Here’s a non-exhaustive summary of what happened this week.

  • The system our team works on runs smoke-tests against production in addition to monitoring, to ensure that entire user-journeys are working as opposed to individual parts of the system. We realised that we could cut in half the amount of some requests we send and still achieve equivalent coverage across the application. Big win!

  • We’re also re-tooling our smoke-testing to originate from a different data-centre than where the application is located, forcing it to go over the public internet. By “knocking on the front-door” rather than going over the data-centre’s internal network, we’re making a much more representative test that could catch networking issues outside the application data-centre.

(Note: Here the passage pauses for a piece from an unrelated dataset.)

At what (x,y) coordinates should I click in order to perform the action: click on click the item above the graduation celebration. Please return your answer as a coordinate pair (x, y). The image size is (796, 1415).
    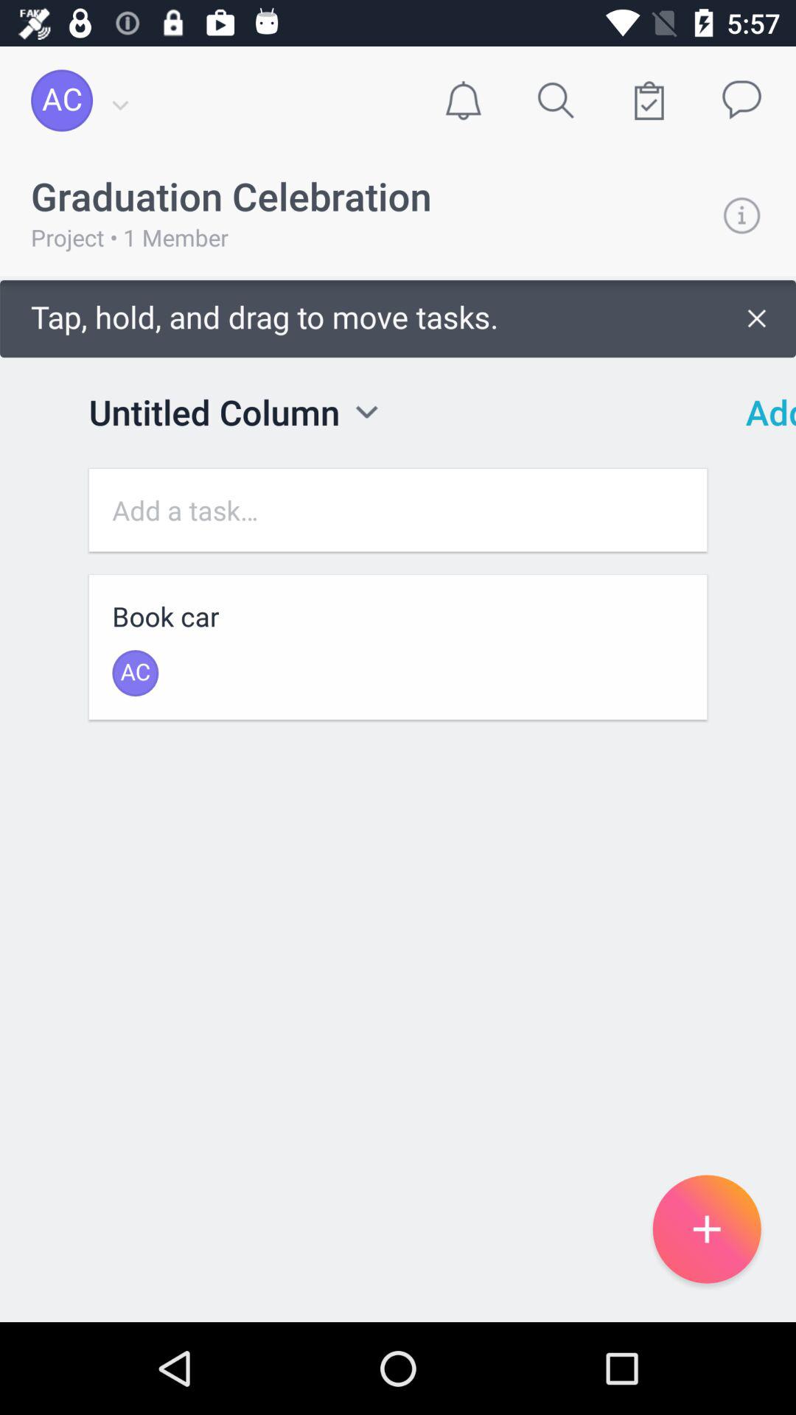
    Looking at the image, I should click on (463, 100).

  • I’ve tagged up my blog-posts with LD-JSON. I learned a fair bit about linked data with this, and I’m now gearing up for my next mini-project: modelling results data for Strictly Come Dancing. I’m cribbing and extrapolating a lot from the Parliament ontologies repo being developed in the open by PDS.

  • I have an unfounded reckon that we could do some good stuff for WhoCanIVoteFor.co.uk by using linked-data to tag up our results pages. We’d have a list of candidates that correspond to Persons (or in the case of party-list, an Organisation), an election that corresponds to an Event, a polling station that corresponds to a Place, and more. Once I’ve learned more about linked data, I’m probably going to have a spike of this. It occurs to me that there’s no representative type for an election in general? Something to think about for the future.

  • My desk finally arrived! I’ve yet to assemble it (a task for this weekend) but I’ve wanted a modifiable standing-desk for ages, and it’s the first step towards getting a better environment to work on my laptop.

  • I’m 60-80% sure that at some point in the future I’m going to write either a series of blog-posts or a mini-book (pamphlet) about software-gardening. For something that started off as a bit of light-humoured application of analogy, it has a surprising amount of potential. Watch this space!